I mean, I know people who made like a couple hundred thousand dollars by accidentally like leaving.

I would have made, I put five ETH in.

I would have made, I think at the peak, something like $900,000 had I just like waited a day to refund my money.

Oh my God.

Yeah.

It doesn't bother you.

There's so many of these like things here.

Yeah.

In the end, Packy left Constitution Dow the way he entered it.

A crypto enthusiast with a good story about the fortune that he'd almost won.

That is our story on Crypto Island this week.

A disclaimer, if I have accidentally given you the impression that you should run out and start investing in a weird crypto project, please do not do that.

This is a very hard to navigate space.

I am puzzling it out one story at a time.

And if you're along with me on this series, if you're learning from me,

just don't.

Nothing here makes sense.

Nothing is fixed.

On that note, mystery bidder Ken Griffin, the billionaire who won the Constitution, announced this month that his firm will now start investing in cryptocurrency.

That old jihadist call against the dollar.

Everything changes, man.

On the next episode of Crypto Island, which will be out in just a couple days, we meet Miguel in the Russian nesting doll of characters that I got to meet through this story.

Maybe my favorite.

This episode of Crypto Island was produced and edited by Shruthi Pinubaneni, fact-checking by Elizabeth Moss.

Sound design and mixing from Stephen Jackson and Phil Demohofsky at the Audio Non-Visual Company.

Theme song by Christine Andrews.

That recording of the Twitter Spaces conference was courtesy of Motherboard.

The team at Motherboard has a new project out called Crypto Land.

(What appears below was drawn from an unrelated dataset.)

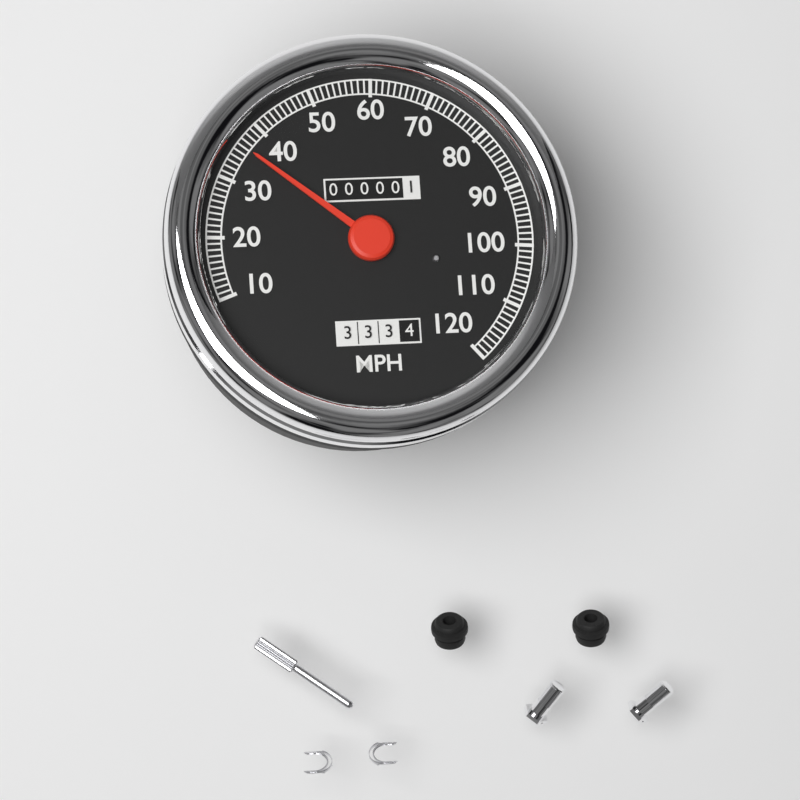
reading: 36 MPH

I know the names are similar, but Crypto Land is a film documentary mini-series.

The first episode is available now online.

Go check it out.

Also, this series, Crypto Island, the one you're listening to, I was able to make it on my own because of Descript, an audio editing program that has not paid me to say any of these words.

I just want to shout out Kevin O'Connell at Descript for his personalized tutorials.

And thank you for listening.

See you soon.

Bundle and safe with Expedia.

You were made to follow your favorite band, and from the front row, we were made to quietly save you more.

Expedia, made to travel.

Savings vary and subject to availability.

Flight inclusive packages are at all protected.